This morning’s reading:
Resistance outwits the amateur with the oldest trick in the book: It uses his own enthusiasm against him. Resistance gets us to plunge into a project with an overambitious and unrealistic timetable for its completion. It knows we can’t sustain that level of intensity. We will hit the wall. We will crash.
The professional, on the other hand, understands delayed gratification. He is the ant, not the grasshopper; the tortoise, not the hare. Have you heard the legend of Sylvester Stallone staying up three nights straight to churn out the screenplay for Rocky? I don’t know, it may even be true. But it’s the most pernicious species of myth to set before the awakening writer, because it seduces him into believing he can pull off the big score without pain and without persistence.

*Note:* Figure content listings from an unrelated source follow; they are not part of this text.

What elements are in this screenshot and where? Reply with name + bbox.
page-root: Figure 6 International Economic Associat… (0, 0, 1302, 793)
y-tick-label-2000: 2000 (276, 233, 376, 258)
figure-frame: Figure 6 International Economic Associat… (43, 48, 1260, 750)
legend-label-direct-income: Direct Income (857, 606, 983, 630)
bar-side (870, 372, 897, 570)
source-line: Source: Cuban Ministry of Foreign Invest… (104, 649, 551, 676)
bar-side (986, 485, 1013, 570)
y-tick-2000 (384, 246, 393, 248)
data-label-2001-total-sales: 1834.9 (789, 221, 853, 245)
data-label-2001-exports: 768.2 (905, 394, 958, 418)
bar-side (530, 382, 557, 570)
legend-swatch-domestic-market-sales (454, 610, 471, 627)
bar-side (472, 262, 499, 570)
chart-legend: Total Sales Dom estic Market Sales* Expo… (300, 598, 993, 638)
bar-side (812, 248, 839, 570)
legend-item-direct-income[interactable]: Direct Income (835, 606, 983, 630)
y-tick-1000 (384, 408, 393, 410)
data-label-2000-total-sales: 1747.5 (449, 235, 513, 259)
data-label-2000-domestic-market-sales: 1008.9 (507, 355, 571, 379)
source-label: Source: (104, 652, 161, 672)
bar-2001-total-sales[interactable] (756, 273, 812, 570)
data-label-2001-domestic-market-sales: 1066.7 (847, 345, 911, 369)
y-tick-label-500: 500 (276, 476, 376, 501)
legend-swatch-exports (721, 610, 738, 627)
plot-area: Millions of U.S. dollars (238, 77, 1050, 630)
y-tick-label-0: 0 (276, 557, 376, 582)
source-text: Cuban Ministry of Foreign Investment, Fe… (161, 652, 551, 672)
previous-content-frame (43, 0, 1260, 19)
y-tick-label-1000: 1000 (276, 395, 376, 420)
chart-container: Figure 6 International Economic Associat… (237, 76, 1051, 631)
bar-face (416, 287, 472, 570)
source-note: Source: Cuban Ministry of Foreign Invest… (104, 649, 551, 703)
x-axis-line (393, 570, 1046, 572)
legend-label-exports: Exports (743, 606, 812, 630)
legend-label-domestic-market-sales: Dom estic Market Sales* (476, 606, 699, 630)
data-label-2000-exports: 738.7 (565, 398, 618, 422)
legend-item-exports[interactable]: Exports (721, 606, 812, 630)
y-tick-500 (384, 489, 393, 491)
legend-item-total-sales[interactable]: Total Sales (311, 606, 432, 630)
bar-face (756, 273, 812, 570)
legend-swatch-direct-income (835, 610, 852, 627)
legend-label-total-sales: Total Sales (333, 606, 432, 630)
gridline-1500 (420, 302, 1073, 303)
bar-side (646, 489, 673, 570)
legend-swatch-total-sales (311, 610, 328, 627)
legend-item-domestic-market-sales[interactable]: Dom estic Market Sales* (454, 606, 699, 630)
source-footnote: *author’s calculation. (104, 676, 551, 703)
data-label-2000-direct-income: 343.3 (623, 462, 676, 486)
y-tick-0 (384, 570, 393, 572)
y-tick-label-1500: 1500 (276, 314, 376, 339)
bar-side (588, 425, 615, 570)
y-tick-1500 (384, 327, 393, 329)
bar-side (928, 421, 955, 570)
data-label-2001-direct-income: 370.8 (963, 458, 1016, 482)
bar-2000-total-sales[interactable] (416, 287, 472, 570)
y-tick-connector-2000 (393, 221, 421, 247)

The professional arms himself with patience, not only to give the stars time to align in his career, but to keep himself from flaming out in each individual work. He knows that any job, whether it’s a novel or a kitchen remodel, takes twice as long as he thinks and costs twice as much. He accepts that. He recognizes it as reality.
The professional steels himself at the start of a project, reminding himself it is the Iditarod, not the sixty-yard dash. He conserves his energy. He prepares his mind for the long haul. He sustains himself with the knowledge that if he can just keep those huskies mushing, sooner or later the sled will pull into Nome. (Steven Pressfield, The War of Art)
Not an hour later, I read this:
Mastery of genre is essential for yet one more reason: Screenwriting is not for sprinters, but for long-distance runners. No matter what you’ve heard about scripts dashed off over a weekend at poolside, from first inspiration to last polished draft, a quality screenplay consumes six months, nine months, a year, or more. (Robert McKee, Story)
A good reminder for the pregnant lady trying to take everything at a breakneck speed.
Speaking of the Tortoise and the Hare, did you see K.M. Weiland’s post on how she self-edits her novels? Wow.